Skip Navigation
120 comments
  • Anyone who thinks this shocking needs to leave their social bubble.

    The European liberal left is in losing battle for their voters and their solution is pretending that nothing’s happening.

    • I don't think that they're pretending that. However, the issue is that right-wing and right-of-center parties carelessly throw around lies and half-truths that match the way people tend to be thinking anyway.

      It also doesn't matter to them that they create rather than solve issues, as long as their narrative is stable. A very recent example: Conservatives normally claim that they are in favor of having a strong and growing economy. However, German conservatives just deliberately worsened the economic outlook of the entire country by suing against the 2021 state budget. To do so, they weaponized an overly aggressive debt ceiling they themselves[1] put into place in 2009 and which they themselves ignored for most of the years between 2009-2021.

      [1] Along with the Social Democrats who unfortunately have been moving further to the right for at least the last 20 years. Since Conservatives, Free Liberals and Social Democrats all voted for this debt ceiling rule at the time, it's now part of the constitution. Abolishing that rule is now an impossibility, as the coalition would need support from a large number of Conservatives to do so.

  • This is the best summary I could come up with:


    Now Geert Wilders has likely won a massive election victory in the Netherlands and is in pole position to form the next ruling coalition and possibly become the country's next prime minister.

    In his first reaction, posted in a video on X, formerly Twitter, he spread his arms wide, put his face in his hands and said simply “35!” - the number of seats the poll then forecasted his party had won.

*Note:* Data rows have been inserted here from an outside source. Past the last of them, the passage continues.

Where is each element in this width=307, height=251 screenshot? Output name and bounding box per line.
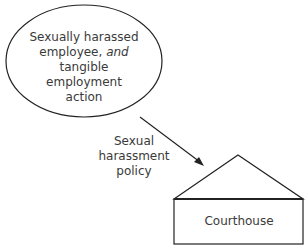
arrow-label-line-2: harassment policy — [80, 149, 188, 179]
ellipse-line-1: Sexually harassed — [22, 30, 146, 45]
ellipse-line-2-emphasis: and — [106, 45, 129, 59]
arrow-label: Sexual harassment policy — [80, 134, 188, 179]
arrow-label-line-1: Sexual — [80, 134, 188, 149]
ellipse-line-4: action — [22, 90, 146, 105]
ellipse-line-2-text: employee, — [39, 45, 106, 59]
ellipse-line-3: tangible employment — [22, 60, 146, 90]
ellipse-line-2: employee, and — [22, 45, 146, 60]
courthouse-label: Courthouse — [174, 214, 304, 229]
courthouse-roof — [174, 155, 303, 199]
ellipse-label: Sexually harassed employee, and tangible… — [22, 30, 146, 105]
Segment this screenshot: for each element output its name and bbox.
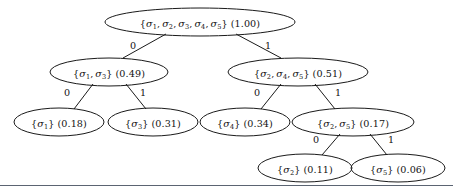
tree-node-outline — [14, 108, 104, 136]
tree-edge — [322, 134, 340, 155]
tree-node-outline — [200, 108, 290, 136]
edge-bit-label: 1 — [140, 87, 146, 98]
edge-bit-label: 0 — [130, 40, 136, 51]
tree-node-outline — [292, 108, 414, 136]
tree-edge — [74, 84, 93, 109]
huffman-tree-figure: {σ1, σ2, σ3, σ4, σ5}(1.00){σ1, σ3}(0.49)… — [0, 0, 453, 190]
tree-edge — [315, 84, 335, 109]
tree-node-outline — [50, 58, 168, 86]
edge-bit-label: 0 — [313, 134, 319, 145]
tree-node-outline — [228, 58, 368, 86]
tree-node-outline — [351, 154, 445, 182]
tree-edge — [261, 84, 281, 109]
edge-bit-label: 1 — [335, 87, 341, 98]
node-ellipses-group — [14, 8, 445, 182]
bottom-divider — [0, 185, 453, 186]
tree-node-outline — [258, 154, 352, 182]
tree-edge — [236, 34, 281, 58]
tree-node-outline — [105, 8, 295, 36]
edge-bit-label: 1 — [265, 40, 271, 51]
edge-bit-label: 0 — [64, 87, 70, 98]
edge-bit-label: 0 — [254, 87, 260, 98]
edge-bit-label: 1 — [388, 134, 394, 145]
tree-edge — [370, 134, 387, 155]
tree-node-outline — [108, 108, 198, 136]
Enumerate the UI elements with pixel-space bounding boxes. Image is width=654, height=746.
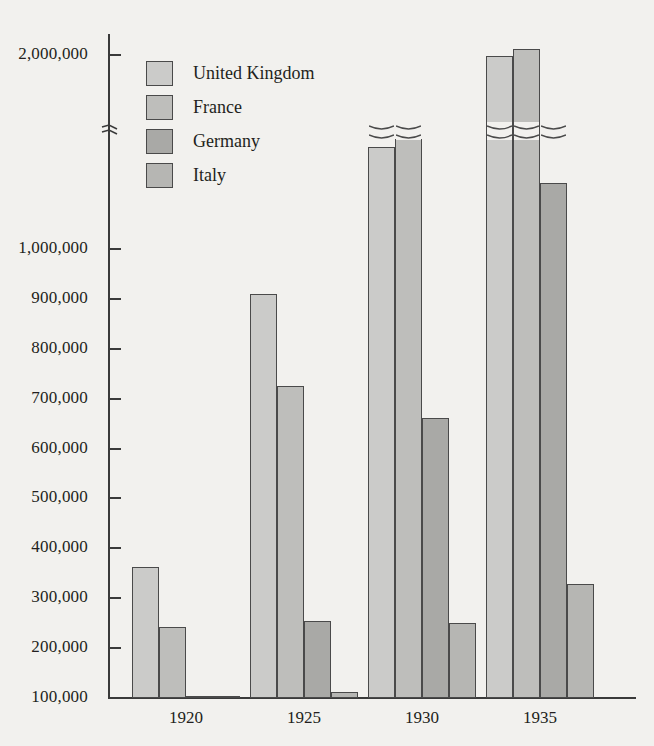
y-axis-tick-label: 800,000 [31, 338, 88, 358]
y-axis-tick-label: 600,000 [31, 438, 88, 458]
x-axis-label-1925: 1925 [244, 708, 364, 728]
y-axis-tick-label: 200,000 [31, 637, 88, 657]
bar-1920-united-kingdom [132, 567, 159, 698]
bar-1925-italy [331, 692, 358, 698]
y-axis-tick-label: 1,000,000 [18, 238, 88, 258]
legend-label: Italy [193, 165, 226, 186]
y-axis-tick-label: 300,000 [31, 587, 88, 607]
legend-item-italy: Italy [146, 158, 315, 192]
y-axis-tick-label: 700,000 [31, 388, 88, 408]
bar-1935-italy [567, 584, 594, 698]
bar-chart: 2,000,0001,000,000900,000800,000700,0006… [0, 0, 654, 746]
legend-item-germany: Germany [146, 124, 315, 158]
legend-item-france: France [146, 90, 315, 124]
bar-break-marker [369, 122, 394, 140]
bar-1935-germany [540, 183, 567, 698]
y-axis-tick-label: 500,000 [31, 487, 88, 507]
bar-1925-germany [304, 621, 331, 698]
bar-break-marker [541, 122, 566, 140]
bar-break-marker [396, 122, 421, 140]
y-axis-tick-label: 2,000,000 [18, 44, 88, 64]
bar-1930-germany [422, 418, 449, 698]
legend-swatch-icon [146, 95, 173, 120]
bar-1930-united-kingdom [368, 147, 395, 698]
x-axis-label-1920: 1920 [126, 708, 246, 728]
x-axis-label-1935: 1935 [480, 708, 600, 728]
y-axis-tick-label: 900,000 [31, 288, 88, 308]
chart-legend: United KingdomFranceGermanyItaly [146, 56, 315, 192]
legend-swatch-icon [146, 129, 173, 154]
legend-label: United Kingdom [193, 63, 315, 84]
bar-1925-united-kingdom [250, 294, 277, 698]
legend-swatch-icon [146, 163, 173, 188]
bar-1930-france [395, 139, 422, 698]
bar-1930-italy [449, 623, 476, 698]
bar-1925-france [277, 386, 304, 698]
bar-1920-italy [213, 696, 240, 698]
y-axis-tick-label: 400,000 [31, 537, 88, 557]
bar-1920-france [159, 627, 186, 698]
legend-label: Germany [193, 131, 260, 152]
x-axis-label-1930: 1930 [362, 708, 482, 728]
bar-1920-germany [186, 696, 213, 698]
y-axis-tick-label: 100,000 [31, 687, 88, 707]
legend-item-united-kingdom: United Kingdom [146, 56, 315, 90]
legend-swatch-icon [146, 61, 173, 86]
bar-1935-united-kingdom [486, 56, 513, 698]
bar-1935-france [513, 49, 540, 698]
legend-label: France [193, 97, 242, 118]
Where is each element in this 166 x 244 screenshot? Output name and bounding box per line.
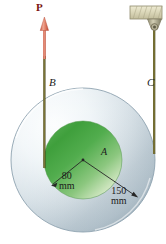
dimension-80mm-unit: mm bbox=[59, 181, 75, 191]
center-label-a: A bbox=[101, 147, 107, 158]
force-label-p: P bbox=[36, 2, 43, 14]
mechanics-figure: P B C A 80 mm 150 mm bbox=[0, 0, 166, 244]
cord-label-c: C bbox=[147, 77, 154, 89]
eye-bolt-icon bbox=[148, 19, 162, 30]
dimension-80mm: 80 mm bbox=[59, 171, 75, 191]
center-point-a bbox=[82, 159, 85, 162]
cord-c bbox=[153, 28, 155, 154]
cord-label-b: B bbox=[49, 77, 56, 89]
ceiling-support-icon bbox=[130, 6, 162, 19]
figure-canvas bbox=[0, 0, 166, 244]
up-arrow-icon bbox=[40, 17, 48, 59]
cord-b bbox=[43, 56, 45, 168]
dimension-150mm-unit: mm bbox=[111, 196, 127, 206]
dimension-150mm: 150 mm bbox=[111, 186, 127, 206]
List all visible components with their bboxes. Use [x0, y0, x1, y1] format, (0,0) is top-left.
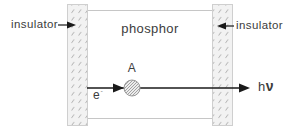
photon-arrowhead-icon — [239, 84, 250, 93]
photon-label: hν — [258, 78, 273, 94]
electron-charge-superscript: - — [101, 87, 104, 94]
insulator-right-label: insulator — [236, 19, 283, 31]
phosphor-label: phosphor — [88, 21, 212, 36]
insulator-left-label: insulator — [11, 18, 58, 30]
site-a-label: A — [124, 61, 140, 75]
electron-arrowhead-icon — [113, 84, 124, 93]
insulator-strip-right — [213, 5, 233, 126]
photon-nu-symbol: ν — [266, 78, 274, 94]
electron-symbol: e — [93, 88, 100, 102]
electron-label: e- — [93, 88, 103, 102]
luminescent-center-circle — [124, 80, 140, 96]
diagram-canvas: insulator insulator phosphor A e- hν — [0, 0, 298, 130]
photon-h-symbol: h — [258, 79, 266, 94]
insulator-strip-left — [68, 5, 88, 126]
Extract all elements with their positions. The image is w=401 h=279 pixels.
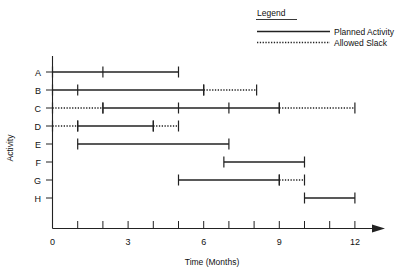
y-axis-ticks bbox=[46, 72, 53, 198]
gantt-row-h bbox=[305, 193, 355, 204]
x-axis-title: Time (Months) bbox=[185, 257, 240, 267]
y-tick-label-c: C bbox=[35, 104, 42, 114]
gantt-chart-canvas: Legend Planned Activity Allowed Slack bbox=[0, 0, 401, 279]
gantt-row-a bbox=[53, 67, 179, 78]
gantt-bars-layer bbox=[53, 67, 355, 204]
legend: Legend Planned Activity Allowed Slack bbox=[256, 8, 395, 48]
legend-title: Legend bbox=[257, 8, 286, 18]
x-axis-arrow-icon bbox=[372, 225, 385, 233]
y-tick-label-e: E bbox=[35, 140, 41, 150]
legend-label-allowed-slack: Allowed Slack bbox=[334, 38, 388, 48]
x-axis-tick-labels: 0 3 6 9 12 bbox=[50, 237, 360, 247]
gantt-row-c bbox=[53, 103, 355, 114]
y-tick-label-f: F bbox=[36, 158, 42, 168]
x-tick-label-3: 3 bbox=[126, 237, 131, 247]
legend-entry-allowed-slack: Allowed Slack bbox=[257, 38, 388, 48]
gantt-row-f bbox=[224, 157, 305, 168]
gantt-row-g bbox=[179, 175, 305, 186]
y-tick-label-g: G bbox=[34, 176, 41, 186]
gantt-row-d bbox=[53, 121, 179, 132]
gantt-row-b bbox=[53, 85, 257, 96]
legend-label-planned-activity: Planned Activity bbox=[334, 27, 395, 37]
y-tick-label-h: H bbox=[35, 194, 42, 204]
y-tick-label-d: D bbox=[35, 122, 42, 132]
y-tick-label-b: B bbox=[35, 86, 41, 96]
y-axis-title: Activity bbox=[5, 134, 15, 162]
x-tick-label-9: 9 bbox=[277, 237, 282, 247]
x-tick-label-0: 0 bbox=[50, 237, 55, 247]
y-tick-label-a: A bbox=[35, 68, 41, 78]
gantt-chart: Legend Planned Activity Allowed Slack bbox=[0, 0, 401, 279]
gantt-row-e bbox=[78, 139, 229, 150]
y-axis-tick-labels: A B C D E F G H bbox=[34, 68, 42, 204]
legend-entry-planned-activity: Planned Activity bbox=[257, 27, 395, 37]
x-tick-label-6: 6 bbox=[201, 237, 206, 247]
x-tick-label-12: 12 bbox=[350, 237, 360, 247]
x-axis-ticks bbox=[53, 221, 355, 229]
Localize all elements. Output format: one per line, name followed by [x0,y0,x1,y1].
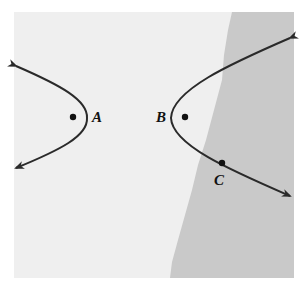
point-c-dot [219,160,225,166]
focus-b-dot [182,114,188,120]
hyperbola-diagram [0,0,304,286]
label-b: B [156,110,166,125]
label-a: A [92,110,102,125]
left-branch-curve [16,66,87,168]
focus-a-dot [70,114,76,120]
label-c: C [214,173,224,188]
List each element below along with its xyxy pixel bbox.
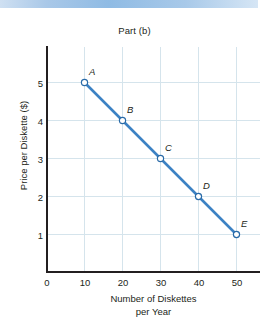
x-axis-title-line1: Number of Diskettes: [47, 293, 260, 306]
plot-area: A B C D E: [47, 47, 260, 272]
x-axis-title: Number of Diskettes per Year: [47, 293, 260, 318]
x-tick-10: 10: [73, 277, 97, 288]
point-label-c: C: [165, 142, 172, 153]
point-label-a: A: [89, 66, 95, 77]
data-point-c: [157, 155, 163, 161]
data-point-e: [233, 231, 239, 237]
x-axis-title-line2: per Year: [47, 306, 260, 319]
y-tick-4: 4: [29, 115, 43, 126]
point-label-e: E: [241, 218, 247, 229]
data-point-b: [119, 117, 125, 123]
data-point-a: [81, 79, 87, 85]
y-axis-line: [46, 46, 48, 273]
point-label-b: B: [127, 104, 133, 115]
y-tick-2: 2: [29, 191, 43, 202]
y-axis-title: Price per Diskette ($): [18, 76, 29, 216]
x-tick-30: 30: [149, 277, 173, 288]
x-tick-0: 0: [35, 277, 59, 288]
point-label-d: D: [203, 180, 210, 191]
chart-figure: Part (b) A B C D E: [0, 0, 269, 330]
y-tick-5: 5: [29, 77, 43, 88]
data-series-demand: [47, 47, 260, 272]
y-tick-1: 1: [29, 229, 43, 240]
x-tick-50: 50: [225, 277, 249, 288]
x-tick-20: 20: [111, 277, 135, 288]
x-tick-40: 40: [187, 277, 211, 288]
data-point-d: [195, 193, 201, 199]
y-tick-3: 3: [29, 153, 43, 164]
x-axis-line: [46, 271, 260, 273]
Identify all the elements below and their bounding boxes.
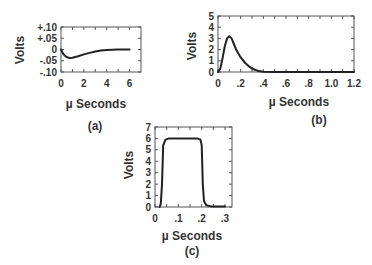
chart-b-ticks xyxy=(218,16,354,72)
chart-b-curve xyxy=(218,36,354,72)
chart-b-ylabel: Volts xyxy=(185,31,199,60)
x-tick-label: 4 xyxy=(104,78,110,89)
chart-a-ylabel: Volts xyxy=(13,35,27,64)
chart-b: 012345 0.2.4.6.81.01.2 Volts µ Seconds (… xyxy=(185,11,361,128)
y-tick-label: 0 xyxy=(51,44,57,55)
y-tick-label: 5 xyxy=(145,144,151,155)
chart-b-y-tick-labels: 012345 xyxy=(208,11,214,78)
x-tick-label: 1.2 xyxy=(347,78,361,89)
chart-a-caption: (a) xyxy=(88,119,103,133)
y-tick-label: 7 xyxy=(145,122,151,133)
y-tick-label: 1 xyxy=(208,55,214,66)
chart-b-xlabel: µ Seconds xyxy=(269,95,330,109)
y-tick-label: 3 xyxy=(208,33,214,44)
chart-c-y-tick-labels: 01234567 xyxy=(145,122,151,213)
y-tick-label: 3 xyxy=(145,167,151,178)
x-tick-label: .2 xyxy=(236,78,245,89)
chart-a-curve xyxy=(61,50,130,59)
x-tick-label: 0 xyxy=(58,78,64,89)
chart-c-xlabel: µ Seconds xyxy=(162,229,223,243)
x-tick-label: .1 xyxy=(174,213,183,224)
y-tick-label: -.10 xyxy=(40,67,58,78)
y-tick-label: 5 xyxy=(208,11,214,22)
x-tick-label: 6 xyxy=(127,78,133,89)
y-tick-label: 2 xyxy=(208,44,214,55)
y-tick-label: +.10 xyxy=(37,22,57,33)
y-tick-label: 0 xyxy=(208,67,214,78)
chart-c: 01234567 0.1.2.3 Volts µ Seconds (c) xyxy=(122,122,232,259)
y-tick-label: 2 xyxy=(145,179,151,190)
y-tick-label: 4 xyxy=(145,156,151,167)
x-tick-label: 0 xyxy=(215,78,221,89)
chart-a-xlabel: µ Seconds xyxy=(66,97,127,111)
y-tick-label: 4 xyxy=(208,22,214,33)
chart-b-frame xyxy=(218,16,354,72)
chart-b-x-tick-labels: 0.2.4.6.81.01.2 xyxy=(215,78,361,89)
x-tick-label: 2 xyxy=(81,78,87,89)
chart-a-x-tick-labels: 0246 xyxy=(58,78,133,89)
x-tick-label: .4 xyxy=(259,78,268,89)
x-tick-label: .6 xyxy=(282,78,291,89)
x-tick-label: 1.0 xyxy=(324,78,338,89)
chart-a: +.10+.050-.05-.10 0246 Volts µ Seconds (… xyxy=(13,22,141,134)
chart-b-caption: (b) xyxy=(311,113,326,127)
y-tick-label: 0 xyxy=(145,202,151,213)
y-tick-label: 6 xyxy=(145,133,151,144)
x-tick-label: 0 xyxy=(152,213,158,224)
y-tick-label: 1 xyxy=(145,190,151,201)
chart-c-curve xyxy=(160,138,225,207)
chart-c-ylabel: Volts xyxy=(122,150,136,179)
y-tick-label: +.05 xyxy=(37,33,57,44)
chart-c-caption: (c) xyxy=(185,244,200,258)
chart-c-x-tick-labels: 0.1.2.3 xyxy=(152,213,229,224)
y-tick-label: -.05 xyxy=(40,55,58,66)
figure: +.10+.050-.05-.10 0246 Volts µ Seconds (… xyxy=(0,0,372,265)
x-tick-label: .2 xyxy=(197,213,206,224)
x-tick-label: .8 xyxy=(304,78,313,89)
x-tick-label: .3 xyxy=(221,213,230,224)
chart-a-y-tick-labels: +.10+.050-.05-.10 xyxy=(37,22,57,78)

    In 2009, the British government refused to let him visit the country, saying he posed a threat to “community harmony and therefore public security.” Wilders had been invited to Britain by a member of Parliament’s upper house, the House of Lords, to show his 15-minute film “Fitna,” which criticizes the Quran as a “fascist book.” The film sparked violent protests around the Muslim world in 2008 for linking Quranic verses with footage of terrorist attacks.

    To court mainstream voters this time around, Wilders toned down the anti-Islam rhetoric and sought to focus less on what he calls the “de-Islamization” of the Netherlands and more on tackling hot-button issues such as housing shortages, a cost-of-living crisis and access to good health care.

    His campaign platform nonetheless calls for a referendum on the Netherlands leaving the European Union, an “asylum stop” and “no Islamic schools, Qurans and mosques,” although he pledged Wednesday night not to breach Dutch laws or the country's constitution that enshrines freedom of religion and expression.

    He also is a staunch supporter of Israel and advocates shifting the Embassy of the Netherlands there to Jerusalem and closing the Dutch diplomatic post in Ramallah, home of the Palestinian Authority.


    The original article contains 871 words, the summary contains 271 words. Saved 69%. I'm a bot and I'm open source!